ROANOKE TIMES

                         Roanoke Times
                 Copyright (c) 1995, Landmark Communications, Inc.

DATE: TUESDAY, January 26, 1993                   TAG: 9301260251
SECTION: VIRGINIA                    PAGE: A3   EDITION: METRO 
SOURCE: GEORGE KEGLEY STAFF WRITER
DATELINE:                                 LENGTH: Medium


MAIL-ORDER HEALTHY NEARLY EVERYWHERE

While Sears, Roebuck plans to close the book on its catalog business, other mail order companies are enjoying fat increases in their own specialized markets.

Other mail-order houses say their industry is fine and they had a very healthy fourth quarter as usual, said Lisa Hahn, a spokeswoman for the Direct Marketing Association, a trade organization in New York.

Statistics show that mail-order shopping is growing, not diminishing, Hahn said. "They're always trying to reach new customers and non-buyers," she added.

In 1992, Hahn said, 101.6 million people, or 55 percent of the U.S. adult population, shopped by mail. The figure has risen each year except 1991, when a postal increase may have held down catalog sales.

In Roanoke, John Moticha, operations vice president for the Orvis Co., said sales of the company's fishing gear and other outdoor equipment and clothing boosted its Christmas sales by "at least 30 percent." So far, 1993 is running well ahead of forecasts, he said.

The DM News, a trade newspaper, reported an excellent Christmas season, "surprisingly better than most of us expected," Moticha said.

The catalog industry has gotten down to niches, he said, and smaller catalogs list products aimed at a certain segment of the population expected to buy.

Sears, on the other hand, mails a huge catalog, a big investment for the company.

The closing of the $4 billion Sears catalog operation and layoff of 54,000 workers is "a business tragedy which didn't have to happen," said Maxwell Sroge, a Chicago consultant.

The growth of catalogs has been largely based on development of specialty merchandise for special interests, he said, while Sears went on continuing to distribute "millions of dull-looking, big fat books" and other companies "were outmarketing them with stylish, targeted specialty catalogs."

James Brown, a Virginia Tech retailing professor, said Sears can't seem to get its retail stores right - "they don't appeal to the upscale or the bargain" customers. Brown said Sears should emphasize mail order.

In contrast to Sears' experience, J.C. Penney Co. said Monday that its catalog business is healthy.

Spokesman Duncan Muir said Penney's only "soft period" was in 1990-1991 when sales were down because housing starts were down. About 40 percent of Penney's catalog merchandise is related to the home.

"We're jumping to first place faster than we thought we were," said Muir.

The announcement that puts Penney's in first, however, will leave vacant property in many areas.

Because Sears will be leaving an established telecatalog center, Brown suggested that another mail-order company may locate there, using the trained labor market.

Virgil Thompson of the Virginia Employment Commission's job service in Roanoke said many of the part-time Sears employees have other jobs, "so they're not as seriously impacted as those at Dominion Bank."

Elizabeth Doughty, executive director of the Roanoke Valley Economic Development Partnership, said

Sears' telecatalog operation "filled a niche. They didn't have any trouble finding people."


▶ **Directions for this task**
Skip the images and print the listing exactly.
-=-=-=-=-
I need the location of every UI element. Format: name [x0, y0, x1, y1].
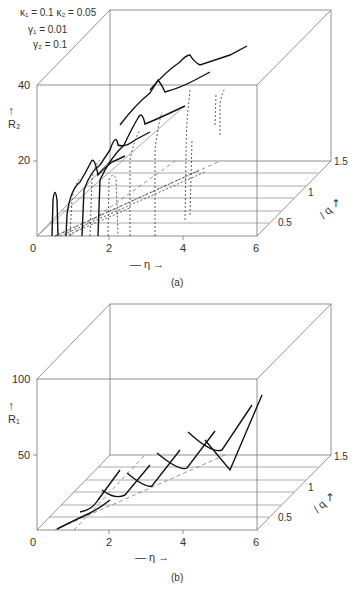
a-ytick-40: 40	[18, 80, 30, 91]
b-ylabel-arrow-icon: ↑	[8, 400, 14, 412]
b-ytick-50: 50	[18, 450, 30, 461]
a-ytick-20: 20	[18, 155, 30, 166]
a-qtick-0.5: 0.5	[278, 218, 292, 228]
panel-a-curves	[52, 46, 247, 236]
a-xtick-0: 0	[30, 243, 36, 254]
b-ytick-100: 100	[12, 374, 30, 385]
gamma2-label: γ₂ = 0.1	[33, 40, 67, 50]
panel-b-caption: (b)	[171, 572, 183, 583]
panel-b-curves	[57, 395, 262, 529]
b-xlabel: — η →	[135, 552, 169, 563]
a-xlabel: — η →	[130, 259, 164, 270]
gamma1-label: γ₁ = 0.01	[28, 25, 67, 35]
a-ylabel-arrow-icon: ↑	[8, 105, 14, 117]
b-qtick-1: 1	[308, 483, 314, 493]
panel-b-box	[33, 304, 331, 534]
a-xtick-6: 6	[253, 243, 259, 254]
b-xtick-6: 6	[253, 537, 259, 548]
a-xtick-4: 4	[180, 243, 186, 254]
b-xtick-2: 2	[106, 537, 112, 548]
a-qtick-1.5: 1.5	[334, 157, 348, 167]
b-qtick-0.5: 0.5	[278, 513, 292, 523]
a-ylabel: R₂	[8, 119, 20, 130]
kappa-label: κ₁ = 0.1 κ₂ = 0.05	[20, 8, 96, 18]
b-xtick-4: 4	[180, 537, 186, 548]
figure-canvas	[0, 0, 357, 590]
a-qtick-1: 1	[308, 188, 314, 198]
b-ylabel: R₁	[8, 414, 20, 425]
b-xtick-0: 0	[30, 537, 36, 548]
b-qtick-1.5: 1.5	[334, 452, 348, 462]
a-xtick-2: 2	[106, 243, 112, 254]
panel-a-caption: (a)	[171, 277, 183, 288]
panel-a-box	[33, 10, 331, 240]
-=-=-=-=-
▶ **Your response**
I need the location of every UI element. Format: name [x0, y0, x1, y1].
a-ytick-40: 40	[18, 80, 30, 91]
b-ylabel-arrow-icon: ↑	[8, 400, 14, 412]
b-ytick-50: 50	[18, 450, 30, 461]
a-ytick-20: 20	[18, 155, 30, 166]
a-qtick-0.5: 0.5	[278, 218, 292, 228]
panel-a-curves	[52, 46, 247, 236]
a-xtick-0: 0	[30, 243, 36, 254]
b-ytick-100: 100	[12, 374, 30, 385]
gamma2-label: γ₂ = 0.1	[33, 40, 67, 50]
panel-b-caption: (b)	[171, 572, 183, 583]
panel-b-curves	[57, 395, 262, 529]
b-xlabel: — η →	[135, 552, 169, 563]
a-xlabel: — η →	[130, 259, 164, 270]
gamma1-label: γ₁ = 0.01	[28, 25, 67, 35]
a-ylabel-arrow-icon: ↑	[8, 105, 14, 117]
b-qtick-1: 1	[308, 483, 314, 493]
panel-b-box	[33, 304, 331, 534]
a-xtick-6: 6	[253, 243, 259, 254]
b-xtick-6: 6	[253, 537, 259, 548]
a-xtick-4: 4	[180, 243, 186, 254]
b-xtick-2: 2	[106, 537, 112, 548]
a-qtick-1.5: 1.5	[334, 157, 348, 167]
b-qtick-0.5: 0.5	[278, 513, 292, 523]
a-ylabel: R₂	[8, 119, 20, 130]
kappa-label: κ₁ = 0.1 κ₂ = 0.05	[20, 8, 96, 18]
b-xtick-4: 4	[180, 537, 186, 548]
figure-canvas	[0, 0, 357, 590]
a-qtick-1: 1	[308, 188, 314, 198]
b-ylabel: R₁	[8, 414, 20, 425]
b-xtick-0: 0	[30, 537, 36, 548]
b-qtick-1.5: 1.5	[334, 452, 348, 462]
a-xtick-2: 2	[106, 243, 112, 254]
panel-a-caption: (a)	[171, 277, 183, 288]
panel-a-box	[33, 10, 331, 240]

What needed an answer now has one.